Yeah, like I’m gonna give you that, fuckwit.
You hear a rustle in the brush. It’s out there, crouching on enormous cat haunches. Waiting. You can feel it, feel its eyes on you, and panic slams hard though your midsection. Breathe. You force breath back into your lung. Breathe, damn it. Dad’s voice shrills through your mind. Get it together, Dean! Stop all this pussy shit and kill that motherfucker. Now!
You squeeze the shells in your hand, feel their comfortable weight - no salt here, just black powder and paper and steel balls, blessed and sprinkled in holy water. Your eyes snap open. You chamber them easy as you please, rack the gun and whip the muzzle out. You don't wait long - maybe half a second - before the creature explodes out of the brush straight at you, all two hundred pounds of lean muscle. A black-furred, red-eyed mountain lion, with a scream so loud and awful that you’re never gonna forget it. Never. You aim between its eyes, trigger finger spasming.

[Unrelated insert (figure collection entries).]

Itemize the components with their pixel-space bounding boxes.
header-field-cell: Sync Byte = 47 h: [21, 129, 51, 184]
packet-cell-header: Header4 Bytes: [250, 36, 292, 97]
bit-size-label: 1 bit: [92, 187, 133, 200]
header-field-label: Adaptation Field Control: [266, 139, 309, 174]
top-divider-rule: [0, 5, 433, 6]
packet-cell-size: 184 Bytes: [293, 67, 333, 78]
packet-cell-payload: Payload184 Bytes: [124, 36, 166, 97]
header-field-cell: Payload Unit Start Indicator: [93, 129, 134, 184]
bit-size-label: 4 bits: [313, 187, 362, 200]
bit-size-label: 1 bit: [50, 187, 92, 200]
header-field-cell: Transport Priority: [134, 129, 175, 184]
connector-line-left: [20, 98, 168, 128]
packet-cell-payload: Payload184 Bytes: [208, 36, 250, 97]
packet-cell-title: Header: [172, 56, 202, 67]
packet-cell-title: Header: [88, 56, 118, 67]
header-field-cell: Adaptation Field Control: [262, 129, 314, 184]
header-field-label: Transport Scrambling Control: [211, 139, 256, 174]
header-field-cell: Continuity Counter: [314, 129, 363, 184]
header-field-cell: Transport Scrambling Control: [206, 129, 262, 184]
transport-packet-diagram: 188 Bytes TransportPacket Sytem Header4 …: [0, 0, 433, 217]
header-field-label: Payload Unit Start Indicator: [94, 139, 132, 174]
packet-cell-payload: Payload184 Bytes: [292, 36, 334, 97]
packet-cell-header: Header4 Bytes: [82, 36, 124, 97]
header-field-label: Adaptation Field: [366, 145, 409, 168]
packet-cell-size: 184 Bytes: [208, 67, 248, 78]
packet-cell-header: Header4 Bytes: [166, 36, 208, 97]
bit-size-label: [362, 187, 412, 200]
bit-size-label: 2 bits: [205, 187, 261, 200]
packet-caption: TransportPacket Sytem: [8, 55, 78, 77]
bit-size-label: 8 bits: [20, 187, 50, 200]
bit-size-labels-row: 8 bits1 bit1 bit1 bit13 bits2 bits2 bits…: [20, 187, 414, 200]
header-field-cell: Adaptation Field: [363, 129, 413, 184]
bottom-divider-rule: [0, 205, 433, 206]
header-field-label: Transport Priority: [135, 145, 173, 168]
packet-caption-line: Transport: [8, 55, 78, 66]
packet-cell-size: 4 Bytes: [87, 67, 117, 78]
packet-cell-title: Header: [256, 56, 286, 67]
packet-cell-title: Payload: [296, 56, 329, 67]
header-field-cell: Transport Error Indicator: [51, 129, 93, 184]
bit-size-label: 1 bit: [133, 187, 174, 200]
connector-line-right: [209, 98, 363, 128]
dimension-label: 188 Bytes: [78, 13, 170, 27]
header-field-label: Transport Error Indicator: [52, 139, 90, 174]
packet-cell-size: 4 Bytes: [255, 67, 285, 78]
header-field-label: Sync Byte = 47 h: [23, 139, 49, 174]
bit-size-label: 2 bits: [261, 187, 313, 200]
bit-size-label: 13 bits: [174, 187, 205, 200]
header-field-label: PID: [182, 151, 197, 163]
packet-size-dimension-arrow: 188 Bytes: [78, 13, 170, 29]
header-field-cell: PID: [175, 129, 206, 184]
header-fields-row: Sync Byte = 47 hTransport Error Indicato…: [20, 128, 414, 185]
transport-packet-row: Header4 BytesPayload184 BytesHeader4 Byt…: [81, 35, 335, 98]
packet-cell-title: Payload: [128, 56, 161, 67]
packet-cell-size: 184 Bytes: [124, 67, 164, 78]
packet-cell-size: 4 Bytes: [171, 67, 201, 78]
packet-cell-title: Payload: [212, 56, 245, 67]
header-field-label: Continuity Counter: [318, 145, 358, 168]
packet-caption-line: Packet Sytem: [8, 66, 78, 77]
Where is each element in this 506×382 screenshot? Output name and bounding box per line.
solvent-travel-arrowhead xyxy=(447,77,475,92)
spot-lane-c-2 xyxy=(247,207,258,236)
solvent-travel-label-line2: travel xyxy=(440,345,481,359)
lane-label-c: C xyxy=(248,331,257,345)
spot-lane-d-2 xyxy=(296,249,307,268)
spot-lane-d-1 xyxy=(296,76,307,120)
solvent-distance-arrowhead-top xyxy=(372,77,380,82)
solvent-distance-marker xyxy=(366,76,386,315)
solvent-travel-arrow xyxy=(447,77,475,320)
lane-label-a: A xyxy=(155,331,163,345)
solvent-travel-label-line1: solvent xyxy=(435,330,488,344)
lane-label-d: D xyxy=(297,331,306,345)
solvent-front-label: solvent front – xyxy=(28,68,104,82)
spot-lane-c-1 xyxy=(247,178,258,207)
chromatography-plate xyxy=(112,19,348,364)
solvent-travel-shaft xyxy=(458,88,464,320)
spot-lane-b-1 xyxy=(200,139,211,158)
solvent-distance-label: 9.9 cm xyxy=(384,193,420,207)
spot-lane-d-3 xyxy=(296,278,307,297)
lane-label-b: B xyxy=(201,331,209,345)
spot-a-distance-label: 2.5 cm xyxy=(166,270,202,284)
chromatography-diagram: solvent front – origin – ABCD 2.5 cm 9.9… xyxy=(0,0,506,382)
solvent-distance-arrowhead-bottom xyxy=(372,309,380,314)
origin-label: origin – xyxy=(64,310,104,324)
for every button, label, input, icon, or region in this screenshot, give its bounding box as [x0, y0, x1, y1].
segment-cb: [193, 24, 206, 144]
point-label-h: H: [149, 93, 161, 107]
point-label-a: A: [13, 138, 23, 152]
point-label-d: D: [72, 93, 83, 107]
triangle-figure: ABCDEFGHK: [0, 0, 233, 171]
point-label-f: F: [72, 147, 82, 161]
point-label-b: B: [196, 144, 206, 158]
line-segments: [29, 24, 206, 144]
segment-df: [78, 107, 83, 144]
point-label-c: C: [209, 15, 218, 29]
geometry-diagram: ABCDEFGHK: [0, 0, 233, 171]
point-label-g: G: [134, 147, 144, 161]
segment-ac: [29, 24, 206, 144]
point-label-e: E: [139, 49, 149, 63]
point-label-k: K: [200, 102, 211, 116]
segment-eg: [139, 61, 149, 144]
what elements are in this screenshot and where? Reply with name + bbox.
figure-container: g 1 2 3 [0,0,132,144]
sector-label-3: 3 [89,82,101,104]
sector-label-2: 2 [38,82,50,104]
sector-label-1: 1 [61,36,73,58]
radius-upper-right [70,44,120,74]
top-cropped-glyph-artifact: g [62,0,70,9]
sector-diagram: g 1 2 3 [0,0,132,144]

The head bursts into a splatter of blood, bone, and brains, nun-in-a-blender red, black and white all over your brand new hiking boots and up your morning-cold stiff blue jeans.

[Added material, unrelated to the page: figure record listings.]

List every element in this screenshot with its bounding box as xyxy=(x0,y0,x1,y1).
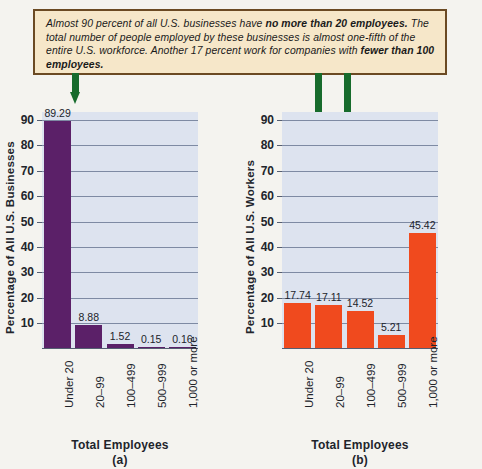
x-axis-title-text: Total Employees xyxy=(282,438,438,453)
y-tick-mark xyxy=(37,247,42,248)
x-axis-title: Total Employees(b) xyxy=(282,438,438,468)
x-category-label: 100–499 xyxy=(365,363,377,408)
x-category-label: 100–499 xyxy=(125,363,137,408)
callout-box: Almost 90 percent of all U.S. businesses… xyxy=(33,9,447,75)
x-category-label: 500–999 xyxy=(396,363,408,408)
y-tick-mark xyxy=(277,247,282,248)
y-tick-mark xyxy=(37,196,42,197)
y-tick-mark xyxy=(277,145,282,146)
y-tick-mark xyxy=(37,298,42,299)
gridline xyxy=(282,196,438,197)
y-tick-mark xyxy=(37,120,42,121)
bar xyxy=(378,335,405,348)
y-tick-mark xyxy=(277,272,282,273)
bar-value-label: 5.21 xyxy=(369,322,413,333)
chart-workers: 10203040506070809017.74Under 2017.1120–9… xyxy=(248,104,438,469)
panel-caption: (b) xyxy=(282,453,438,468)
arrow-head xyxy=(70,92,80,104)
x-category-label: 20–99 xyxy=(334,376,346,408)
y-tick-mark xyxy=(37,171,42,172)
y-tick-mark xyxy=(37,323,42,324)
y-tick-mark xyxy=(37,272,42,273)
callout-plain: Almost 90 percent of all U.S. businesses… xyxy=(46,18,265,29)
y-tick-mark xyxy=(37,222,42,223)
axis-baseline xyxy=(42,348,198,349)
panel-caption: (a) xyxy=(42,453,198,468)
axis-baseline xyxy=(282,348,438,349)
bar-value-label: 89.29 xyxy=(36,108,80,119)
x-category-label: 1,000 or more xyxy=(187,336,199,408)
y-tick-mark xyxy=(277,196,282,197)
x-category-label: Under 20 xyxy=(63,361,75,408)
x-category-label: 500–999 xyxy=(156,363,168,408)
gridline xyxy=(282,171,438,172)
bar xyxy=(284,303,311,348)
y-tick-label: 90 xyxy=(12,114,34,126)
x-axis-title-text: Total Employees xyxy=(42,438,198,453)
y-tick-mark xyxy=(277,323,282,324)
bar xyxy=(107,344,134,348)
x-category-label: Under 20 xyxy=(303,361,315,408)
callout-text: Almost 90 percent of all U.S. businesses… xyxy=(46,17,436,71)
y-axis-title: Percentage of All U.S. Workers xyxy=(244,160,256,334)
x-axis-title: Total Employees(a) xyxy=(42,438,198,468)
y-tick-mark xyxy=(277,120,282,121)
y-tick-mark xyxy=(37,145,42,146)
gridline xyxy=(282,120,438,121)
gridline xyxy=(282,145,438,146)
bar xyxy=(315,305,342,348)
bar xyxy=(409,233,436,348)
y-tick-mark xyxy=(277,222,282,223)
y-tick-label: 90 xyxy=(252,114,274,126)
x-category-label: 20–99 xyxy=(94,376,106,408)
bar-value-label: 14.52 xyxy=(338,298,382,309)
y-axis-title: Percentage of All U.S. Businesses xyxy=(4,141,16,334)
y-tick-label: 80 xyxy=(252,139,274,151)
bar xyxy=(138,347,165,349)
chart-businesses: 10203040506070809089.29Under 208.8820–99… xyxy=(8,104,198,469)
callout-emphasis: no more than 20 employees. xyxy=(265,18,407,29)
x-category-label: 1,000 or more xyxy=(427,336,439,408)
arrow-to-under-20-businesses xyxy=(70,73,81,104)
bar-value-label: 8.88 xyxy=(67,312,111,323)
arrow-stem xyxy=(72,73,79,92)
bar-value-label: 45.42 xyxy=(400,220,444,231)
y-tick-mark xyxy=(277,171,282,172)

It crumples half a foot in front of you, legs twitching, lungs gurgling. One long gasp wheezes out before all falls still around you. Whoop whoop screech echoes through the trees, some kind of bird you don’t know, sharp and loud. You look up at the treetops, slowly waving … peaceful and vast, and find your head nodding in time to the rhythm of the wind. When you look down again the mangled corpse is still there.
You stand there and look at it for a long time. Too long, you know, but there’s something so fascinating about the gruesome sight. Something that makes your head spin and your stomach roll and your hands start to shake again. You don’t have any way of salting and burning the thing, came out here half assed and unprepared. See, it’s just six months since Sammy left and you’re still orienting yourself. Yeah, that’s the ticket. That’s the problem. Dad’s off tracking down a chupacabra or some shit in New Mexico and you’re up here in North Dakota, the ass end of nowhere, thinking you were after some goddamn grizzly bear when really it’s a possessed mountain lion with a French name that you can’t pronounce so you call it a marke-something to yourself.
Some realization tugs at you like a little kid (Sam) pulling on your sleeve (gotta go to the bathroom, Dean). Something you gotta do … You’re not sure what, though, so you just start walking toward the borrowed Chevelle (Dad’s got the Impala), legs moving woodenly over the uneven ground, making you goosestep over badger holes and slip on dew-covered moldering leaves. You hope you’re going the right way. Too bad you don’t have a compass. Wait. You do have a compass. Right? You pat at the breast pocket of your jacket and halt while you look down at the lazily spinning needle that points you southeast.
Dark spots of blood fall pitter patter to the peat beneath your feet, and that’s when you realize that your sock is squishy because the claw mark in your thigh has been leaking blood since the marke-something ambushed you close to - what? - an hour ago?
You tear off your jacket and overshirt and rip the t-shirt off, sour stench of the sweat that’s dampened the underarms and small of the back. As you saw at the t-shirt with your Bowie you curse at yourself. Shit, Dad would tear you a new one if he were here. First hunt on your own and you risk bleeding out from a claw to the thigh. Dumbshit thing to do, Winchester. You rip the shirt into strips and tie off the wound. It doesn’t hurt, just feels numb and you’re not sure whether that’s a good thing or not.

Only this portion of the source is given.